Exercise more.

Spend less.

Eat better.

Drink less alcohol.  

Meet all my deadlines, turn up to all my tutorials and classes, maintain a socially-acceptable sleep schedule, pick up a new hobby, have a better social life, travel the world, start yoga, become fluent in five foreign languages and just generally become:

A Better Person.

I exaggerate, slightly. But the chances are that more than one of these things has featured on your list of New Year’s Resolutions at some point, and some of them might even be threatening to make an appearance on your 2021 list after what has been a rollercoaster of a year.

For many people, I suspect, the coming of the new year has not quite stirred up the feelings it usually does; certainly, New Year’s Resolutions had been the last things on my mind. Unsurprisingly, I was feeling rather pessimistic and quite ready to begin 2021 with no resolutions to improve myself whatsoever.

That was until the other day, when my 15-year-old brother asked me, out of the blue, if I had managed to keep my 2020 New Year’s Resolutions. I just laughed, because surely no one even remembers their resolutions by the time December rolls around, let alone has managed to keep them. If I had made a resolution last year, it was probably my favourite and much-overused ‘I will not eat chocolate’, which I break without fail every year on January 1 when I find a leftover box from Christmas sitting invitingly on the kitchen table.

My brother remembers his quite clearly though: he had promised to smile at everyone he saw this year. I was stunned by the simplicity of it. Perhaps, I thought, the trick is to make our resolutions about the little things: write letters to old friends, keep a diary, start scrapbooking or even just remember to smile more.     

Yet even the smallest of resolutions can be hard to keep once university life starts up again in January. During termtime, we are used to facing what seem like near-impossible goals. We push ourselves to achieve as much as we can academically, as well as trying to maintain extra-curriculars and healthy friendships. If you are anything like me though, getting to the end of an Oxford term and feeling that you have truly fulfilled, or actually surpassed, your goals is practically unheard of – but, I have come to realise, that is exactly the point.

New Year’s Resolutions and termly goals, like any ambitions in life, are not there to be merely completed – where would be the fun in that? Perhaps, you did not succeed in exercising more this year; I definitely did not eat less chocolate; my brother certainly did not manage to smile at everyone he saw (trust me, I would know) – yet that does not mean any of us have ‘failed’ this year.

How to keep your New Year’s Resolutions? I have no idea. How to break them?
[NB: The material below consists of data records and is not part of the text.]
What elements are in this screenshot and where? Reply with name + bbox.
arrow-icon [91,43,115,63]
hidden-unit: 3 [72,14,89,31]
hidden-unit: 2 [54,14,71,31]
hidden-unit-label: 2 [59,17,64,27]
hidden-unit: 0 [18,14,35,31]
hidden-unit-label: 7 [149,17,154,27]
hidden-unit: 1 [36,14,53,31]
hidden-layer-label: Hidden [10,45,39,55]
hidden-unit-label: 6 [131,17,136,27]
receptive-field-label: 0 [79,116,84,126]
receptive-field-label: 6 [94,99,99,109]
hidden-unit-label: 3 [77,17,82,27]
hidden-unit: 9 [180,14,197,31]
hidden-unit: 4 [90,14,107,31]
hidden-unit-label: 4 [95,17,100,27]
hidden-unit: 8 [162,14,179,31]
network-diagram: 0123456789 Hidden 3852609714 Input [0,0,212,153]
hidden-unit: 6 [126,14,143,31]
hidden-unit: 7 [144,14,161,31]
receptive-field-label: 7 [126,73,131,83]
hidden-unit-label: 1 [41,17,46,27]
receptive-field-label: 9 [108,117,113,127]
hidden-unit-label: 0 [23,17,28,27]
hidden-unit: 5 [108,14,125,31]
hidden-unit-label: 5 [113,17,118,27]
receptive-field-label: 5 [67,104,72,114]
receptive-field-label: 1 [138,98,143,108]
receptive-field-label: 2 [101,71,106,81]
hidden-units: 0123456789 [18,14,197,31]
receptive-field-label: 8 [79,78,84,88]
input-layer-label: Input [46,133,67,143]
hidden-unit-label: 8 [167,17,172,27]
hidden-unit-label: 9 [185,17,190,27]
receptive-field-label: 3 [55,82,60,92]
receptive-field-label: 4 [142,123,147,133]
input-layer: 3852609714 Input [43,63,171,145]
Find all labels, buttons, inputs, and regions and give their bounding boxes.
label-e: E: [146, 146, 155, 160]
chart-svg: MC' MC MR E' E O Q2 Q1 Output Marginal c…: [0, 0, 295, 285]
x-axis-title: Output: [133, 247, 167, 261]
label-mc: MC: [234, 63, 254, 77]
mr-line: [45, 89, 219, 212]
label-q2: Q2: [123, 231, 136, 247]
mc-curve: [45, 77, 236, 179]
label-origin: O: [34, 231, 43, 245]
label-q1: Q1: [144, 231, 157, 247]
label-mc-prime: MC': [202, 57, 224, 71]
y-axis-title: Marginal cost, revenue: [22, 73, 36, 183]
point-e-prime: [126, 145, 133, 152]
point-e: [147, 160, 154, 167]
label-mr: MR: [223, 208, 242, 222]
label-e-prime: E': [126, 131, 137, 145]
Easy – but the really hard part is figuring out what you do afterwards.

So yes, I still believe we should all start off 2021 with the best of intentions, with a colour-coded list of whatever resolutions we choose scribbled in the front page of a brand-new notebook, enthusiastically repeating to ourselves that age-old mantra: ‘This year is the One!’

And, 10 days into term, when work has started to pile up; when the most physical exertion you have completed all week is the trek from your bed to your desk; when even microwaving a Super Noodles seems like an act of culinary genius; in short, when every single New Year’s Resolution you could possibly have made is broken, don’t feel bad about it. Make a new one.

There’s a line from Tangled (possibly my favourite Disney movie ever) about what you are supposed to do after your dreams come true. I think it applies to all our goals, resolutions and ambitions – whether we manage to keep them or not. So what should you do when your resolution falls through? Well, as Flynn Rider says: “That’s the good part I guess…you get to go find a new dream.”